The open-access system, dubbed nDanville, provides high-tech connectivity — the infrastructure needed for high-speed Internet, television and telephone connections. The utility itself does not provide services to individual customers — just the network. Private, for-profit service providers purchase access to the system and provide services such as high-speed Internet connections, telephone and television.

The heart of nDanville — a tidy array of cables and flashing lights located in a long, narrow room at Galileo Magnet High School — doesn’t look especially impressive, but it does the job, according to Jason Grey, Danville Utilities’ broadband network manager.

Born in 2004 as a way to connect the utility’s substations Danville Utilities’ offices, it was soon apparent broadband had more uses.

City Manager Joe King said Danville Utilities initially invested $2.5 million in the project, but quickly decided there was potential to make a profit and repay that investment.

Soon nDanville repaid the investment, with interest, according to Grey.
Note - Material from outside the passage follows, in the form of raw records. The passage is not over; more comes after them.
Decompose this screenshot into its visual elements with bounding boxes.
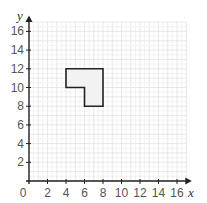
svg-text:4: 4	[17, 137, 24, 151]
svg-text:8: 8	[17, 99, 24, 113]
svg-text:14: 14	[11, 43, 25, 57]
svg-text:14: 14	[152, 186, 166, 200]
svg-text:16: 16	[11, 24, 25, 38]
shape-layer	[66, 69, 103, 106]
svg-text:10: 10	[11, 81, 25, 95]
svg-text:2: 2	[17, 155, 24, 169]
svg-text:6: 6	[81, 186, 88, 200]
svg-text:2: 2	[44, 186, 51, 200]
l-shape-polygon	[66, 69, 103, 106]
svg-text:10: 10	[115, 186, 129, 200]
svg-text:12: 12	[133, 186, 147, 200]
svg-text:0: 0	[20, 186, 27, 200]
svg-text:6: 6	[17, 118, 24, 132]
x-axis-arrow-icon	[185, 178, 191, 185]
svg-text:x: x	[187, 185, 194, 200]
svg-text:12: 12	[11, 62, 25, 76]
svg-text:y: y	[15, 8, 23, 23]
svg-text:4: 4	[63, 186, 70, 200]
coordinate-grid: 2468101214162468101214160xy	[0, 0, 207, 203]
y-axis-arrow-icon	[26, 16, 33, 23]
svg-text:16: 16	[170, 186, 184, 200]
grid-lines	[29, 22, 186, 181]
svg-text:8: 8	[100, 186, 107, 200]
Since then it has been operating at a profit, and now brings in about $1.4 million each year — which is generally reinvested in expanding the system.

“It operates without any affect on taxpayers or rate-payers,” King said. “It survives on charges for services.”

Schools were a top priority, and do provide some income for Danville Utilities.

King said schools get federal funds to help pay for their telecommunications system, and nDanville has to bid to provide the system.

After schools, connecting city government buildings to the network became a priority, soon to be followed by taking the system out roads that have the most businesses and to the doors of industrial park tenants.

Danville’s medical community has been taking advantage of the system, connecting Danville Regional Medical Center, clinics and doctors’ offices so they can transfer information from patient files instantly.

“About 50 percent of clinics and doctors are hooked up now, with service through Gamewood (a Danville service provider),” Grey said.

The specially designed system, called nDanville Medical Network, was recently recognized for using technology to improve health in the community by The Intelligent Community Forum, a New York-based think tank that tracks how communities worldwide employ best practices in building a broadband economy.

Danville has made the group’s Smart 21 list two years in a row, and this year the nDanville Medical Network was one of two projects worldwide chosen for the group’s highest honor — the annual Founders Award.

The network has also been an important tool for attracting new businesses to Danville, King said, because businesses moving into industrial parks and the Tobacco Warehouse District have been able to easily connect to high-speed Internet services.

Recently, the Danville Regional Foundation announced it would move its offices into the former Dimon building on Bridge Street.

Karl Stauber, CEO of the foundation, said accessible broadband connectivity was a key element to that decision.

“Without the broadband infrastructure in the warehouse district, DRF would not be moving there,” Stauber said bluntly.

While nDanville provides connections within the city, Danville Utilities is a member of another network — Mid-Atlantic Broadband Cooperative — that extends those connections beyond the city’s boundaries.

“They’re a much bigger network, connecting all of Southside Virginia between cities,” Grey said. “We operate only in our community.”

Next up for broadband expansion will be taking fiber-optic to residences, Grey said.